Integrity Challenge Pervades FBI

Systemic Integrity Challenge Pervades FBI

by Larry Pratt

Whistleblowers have seldom been popular in the federal government, and the FBI is no exception. In fact, in violation of the law, whistleblowers frequently find themselves targeted for retaliation.

Dr. Frederick Whitehurst (a Ph.D. in chemistry) was no exception. For several years, Whitehurst was a supervisory special agent in charge of explosives-residue analysis.

Whitehurst saw a disturbing number of cases in which the laboratory tailored its “science” to fit the conclusions of the investigating agents (described as “working backwards”). In other words, the lab would ask “What did the suspect do?” and then proceed to fit their findings to the pre-determined conclusion.

This resulted in innocent people being tried, and in some cases put in jail. Whitehurst later discovered that some non-scientists up the command chain were, unbeknownst to him at the time, changing the results of his laboratory reports.

Whitehurst also found that the FBI laboratory would often break a chain of evidence, thus making it impossible to prove that the “evidence” had not been planted. In some cases, it was planted. One example was that of the crime scene at Ruby Ridge, Idaho where U.S. Marshals and an FBI sharpshooter murdered a mother and her son and wounded two other family members. The physical record of the firefights did not support the depositions of the Marshals and FBI Agents, so one bullet was planted in a key spot to frame a family member and make it seem like he had been involved in the firefight when, in fact, he had not. Unfortunately for the government’s case, the bullet was planted in two different directions in two different photographs.

Whitehurst found that the record keeping at the lab, not to mention its lack of safety and absence of controls over contamination of evidence, mean that even the vaunted identification capabilities of DNA are illusory. One study of fingerprints found a 30% error rate. This means that convicting somebody on the basis of an FBI fingerprint match is not beyond a reasonable doubt. Even more simply put, FBI fingerprint analyses are not proof. An additional problem involves the lack of definition for a fingerprint “match.”

Lack of definition of “match” also plagues the effort to develop a “science” of ballistic fingerprints. How many individual variations can be found before there is not a match?

It is disturbing that in the face of the pro-prosecution bias in the lab, the FBI has steadfastly refused to subscribe to a code of ethics or have the lab subject to outside certification. Whitehurst’s sin was to challenge the ethics of science being prostituted to serve the whims of agents who were in turn seldom subject to accountability for their actions. (None of the perjury committed by FBI agents during the Ruby Ridge trial, let alone the murder committed under color of law, was ever subject to criminal prosecution.)

The bombing of the Murrah Federal Building in Oklahoma City resulted in the conviction of two perpetrators. Excluded from the stand were any witnesses who could not be dissuaded from reporting that they had seen middle eastern-looking men with Timothy McVeigh. “Working backwards” by one of the FBI’s incompetent bomb experts, Dave Williams, excluded any investigation into why columns of the building collapsed which could not have been toppled by a fertilizer bomb parked on the street.

Dr. Whitehurst was part of a team of experts assembled to evaluate the government’s insistence that David Koresh and the Davidians at Waco committed suicide. The experts examined the considerable evidence that government marksmen had assassinated Davidians as they attempted to flee a building which burst into flames for still debatable reasons. For a detailed account of some of the cases in which the FBI broke the law in the name of the law with the assistance of perjured testimony on the stand by FBI lab representatives, see Tainting Evidence: Inside the Scandals at the FBI Crime Lab by John F. Kelly and Phillip K. Wearne.

Since being forced out of the FBI, Whitehurst has studied law and is now in private practice in North Carolina. The taxpayers are paying for the remainder of his salary he would have otherwise earned until retirement from the FBI under the terms of a court ruling against the FBI’s treatment of Whitehurst.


WHAT THE TASK REQUIRES ▸ Write out the full set of records exactly. Any pictures in them do not belong in the copy.

Collected data entries:
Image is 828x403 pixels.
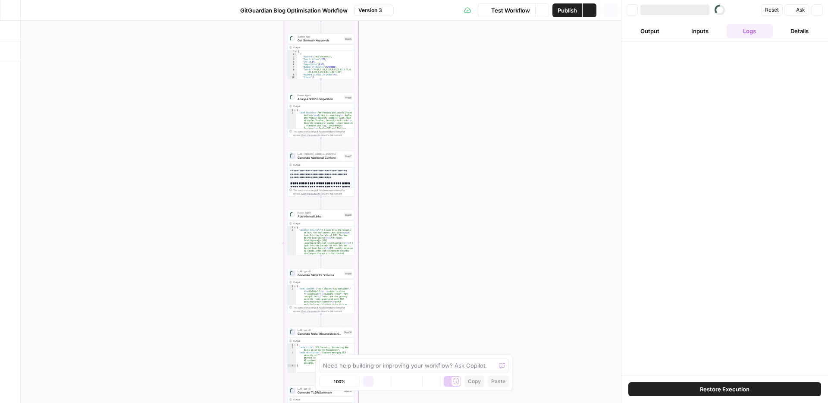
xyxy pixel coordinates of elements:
[288,327,354,372] div: LLM · gpt-4.1Generate Meta Title and DescriptionStep 10Output{ "meta_title":"MCP Security: Uncove...
[301,192,318,195] span: Copy the output
[227,3,353,17] button: GitGuardian Blog Optimisation Workflow
[676,24,723,38] button: Inputs
[294,53,297,56] span: Toggle code folding, rows 2 through 11
[293,280,342,284] div: Output
[488,375,509,387] button: Paste
[240,6,347,15] span: GitGuardian Blog Optimisation Workflow
[344,213,352,216] div: Step 8
[293,46,342,49] div: Output
[344,154,352,158] div: Step 7
[293,104,342,108] div: Output
[301,310,318,312] span: Copy the output
[294,285,296,288] span: Toggle code folding, rows 1 through 3
[297,328,341,332] span: LLM · gpt-4.1
[297,390,341,394] span: Generate TL;DR Summary
[288,210,354,255] div: Power AgentAdd Internal LinksStep 8Output{ "Updated Article":"# A Look Into the Secrets of MCP: T...
[297,94,342,97] span: Power Agent
[297,211,342,214] span: Power Agent
[288,79,297,81] div: 11
[288,346,296,351] div: 2
[344,95,352,99] div: Step 6
[288,74,297,76] div: 9
[726,24,773,38] button: Logs
[344,271,352,275] div: Step 9
[557,6,577,15] span: Publish
[628,382,821,396] button: Restore Execution
[288,364,296,367] div: 4
[491,6,530,15] span: Test Workflow
[358,6,382,14] span: Version 3
[294,50,297,53] span: Toggle code folding, rows 1 through 72
[297,272,342,277] span: Generate FAQs for Schema
[297,152,342,156] span: LLM · [PERSON_NAME]-4-20250514
[464,375,484,387] button: Copy
[491,377,505,385] span: Paste
[288,351,296,364] div: 3
[343,330,352,334] div: Step 10
[344,37,352,41] div: Step 5
[626,24,673,38] button: Output
[301,134,318,136] span: Copy the output
[552,3,582,17] button: Publish
[288,66,297,69] div: 7
[784,4,809,16] button: Ask
[468,377,481,385] span: Copy
[293,188,352,195] div: This output is too large & has been abbreviated for review. to view the full content.
[294,344,296,346] span: Toggle code folding, rows 1 through 4
[297,155,342,160] span: Generate Additional Content
[297,214,342,218] span: Add Internal Links
[320,21,322,33] g: Edge from step_4 to step_5
[776,24,823,38] button: Details
[288,109,296,112] div: 1
[765,6,779,14] span: Reset
[297,38,342,42] span: Get Semrush Keywords
[288,285,296,288] div: 1
[288,50,297,53] div: 1
[297,387,341,390] span: LLM · gpt-4.1
[796,6,805,14] span: Ask
[288,76,297,79] div: 10
[288,56,297,58] div: 3
[293,130,352,137] div: This output is too large & has been abbreviated for review. to view the full content.
[320,197,322,209] g: Edge from step_7 to step_8
[288,344,296,346] div: 1
[293,339,342,342] div: Output
[700,385,749,393] span: Restore Execution
[288,53,297,56] div: 2
[293,397,342,401] div: Output
[354,5,394,16] button: Version 3
[293,222,342,225] div: Output
[288,58,297,61] div: 4
[297,269,342,273] span: LLM · gpt-4.1
[320,314,322,326] g: Edge from step_9 to step_10
[320,255,322,268] g: Edge from step_8 to step_9
[761,4,782,16] button: Reset
[288,226,296,229] div: 1
[294,109,296,112] span: Toggle code folding, rows 1 through 3
[333,378,345,385] span: 100%
[288,268,354,314] div: LLM · gpt-4.1Generate FAQs for SchemaStep 9Output{ "html_content":"<div class=\"faq-container\" >...
[297,97,342,101] span: Analyze SERP Competition
[288,61,297,63] div: 5
[320,138,322,150] g: Edge from step_6 to step_7
[478,3,535,17] button: Test Workflow
[294,226,296,229] span: Toggle code folding, rows 1 through 3
[293,306,352,313] div: This output is too large & has been abbreviated for review. to view the full content.
[293,163,342,166] div: Output
[288,69,297,74] div: 8
[288,92,354,138] div: Power AgentAnalyze SERP CompetitionStep 6Output{ "SERP Research":"## Persona and Search Intent An...
[297,331,341,335] span: Generate Meta Title and Description
[288,34,354,79] div: System AppGet Semrush KeywordsStep 5Output[ { "Keyword":"mcp security", "Search Volume":170, "CPC...
[288,63,297,66] div: 6
[320,79,322,92] g: Edge from step_5 to step_6
[297,35,342,38] span: System App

ANSWER ▸
Image is 828x403 pixels.
xyxy pixel coordinates of elements:
[288,327,354,372] div: LLM · gpt-4.1Generate Meta Title and DescriptionStep 10Output{ "meta_title":"MCP Security: Uncove...
[301,192,318,195] span: Copy the output
[227,3,353,17] button: GitGuardian Blog Optimisation Workflow
[676,24,723,38] button: Inputs
[294,53,297,56] span: Toggle code folding, rows 2 through 11
[293,280,342,284] div: Output
[488,375,509,387] button: Paste
[240,6,347,15] span: GitGuardian Blog Optimisation Workflow
[344,213,352,216] div: Step 8
[293,46,342,49] div: Output
[344,154,352,158] div: Step 7
[293,104,342,108] div: Output
[301,310,318,312] span: Copy the output
[294,285,296,288] span: Toggle code folding, rows 1 through 3
[297,328,341,332] span: LLM · gpt-4.1
[297,390,341,394] span: Generate TL;DR Summary
[288,210,354,255] div: Power AgentAdd Internal LinksStep 8Output{ "Updated Article":"# A Look Into the Secrets of MCP: T...
[297,94,342,97] span: Power Agent
[297,211,342,214] span: Power Agent
[288,79,297,81] div: 11
[288,346,296,351] div: 2
[344,95,352,99] div: Step 6
[288,74,297,76] div: 9
[726,24,773,38] button: Logs
[344,271,352,275] div: Step 9
[557,6,577,15] span: Publish
[628,382,821,396] button: Restore Execution
[288,364,296,367] div: 4
[491,6,530,15] span: Test Workflow
[358,6,382,14] span: Version 3
[294,50,297,53] span: Toggle code folding, rows 1 through 72
[297,272,342,277] span: Generate FAQs for Schema
[297,152,342,156] span: LLM · [PERSON_NAME]-4-20250514
[464,375,484,387] button: Copy
[491,377,505,385] span: Paste
[288,351,296,364] div: 3
[343,330,352,334] div: Step 10
[344,37,352,41] div: Step 5
[626,24,673,38] button: Output
[301,134,318,136] span: Copy the output
[552,3,582,17] button: Publish
[288,66,297,69] div: 7
[784,4,809,16] button: Ask
[468,377,481,385] span: Copy
[293,188,352,195] div: This output is too large & has been abbreviated for review. to view the full content.
[294,344,296,346] span: Toggle code folding, rows 1 through 4
[297,155,342,160] span: Generate Additional Content
[297,214,342,218] span: Add Internal Links
[320,21,322,33] g: Edge from step_4 to step_5
[776,24,823,38] button: Details
[288,109,296,112] div: 1
[765,6,779,14] span: Reset
[297,38,342,42] span: Get Semrush Keywords
[288,285,296,288] div: 1
[288,50,297,53] div: 1
[297,387,341,390] span: LLM · gpt-4.1
[796,6,805,14] span: Ask
[288,76,297,79] div: 10
[288,56,297,58] div: 3
[293,130,352,137] div: This output is too large & has been abbreviated for review. to view the full content.
[320,197,322,209] g: Edge from step_7 to step_8
[288,344,296,346] div: 1
[293,339,342,342] div: Output
[700,385,749,393] span: Restore Execution
[288,53,297,56] div: 2
[293,397,342,401] div: Output
[354,5,394,16] button: Version 3
[293,222,342,225] div: Output
[288,58,297,61] div: 4
[297,269,342,273] span: LLM · gpt-4.1
[320,314,322,326] g: Edge from step_9 to step_10
[320,255,322,268] g: Edge from step_8 to step_9
[761,4,782,16] button: Reset
[288,226,296,229] div: 1
[294,109,296,112] span: Toggle code folding, rows 1 through 3
[333,378,345,385] span: 100%
[288,268,354,314] div: LLM · gpt-4.1Generate FAQs for SchemaStep 9Output{ "html_content":"<div class=\"faq-container\" >...
[297,97,342,101] span: Analyze SERP Competition
[288,61,297,63] div: 5
[320,138,322,150] g: Edge from step_6 to step_7
[478,3,535,17] button: Test Workflow
[294,226,296,229] span: Toggle code folding, rows 1 through 3
[293,306,352,313] div: This output is too large & has been abbreviated for review. to view the full content.
[293,163,342,166] div: Output
[288,69,297,74] div: 8
[288,92,354,138] div: Power AgentAnalyze SERP CompetitionStep 6Output{ "SERP Research":"## Persona and Search Intent An...
[297,331,341,335] span: Generate Meta Title and Description
[288,34,354,79] div: System AppGet Semrush KeywordsStep 5Output[ { "Keyword":"mcp security", "Search Volume":170, "CPC...
[288,63,297,66] div: 6
[320,79,322,92] g: Edge from step_5 to step_6
[297,35,342,38] span: System App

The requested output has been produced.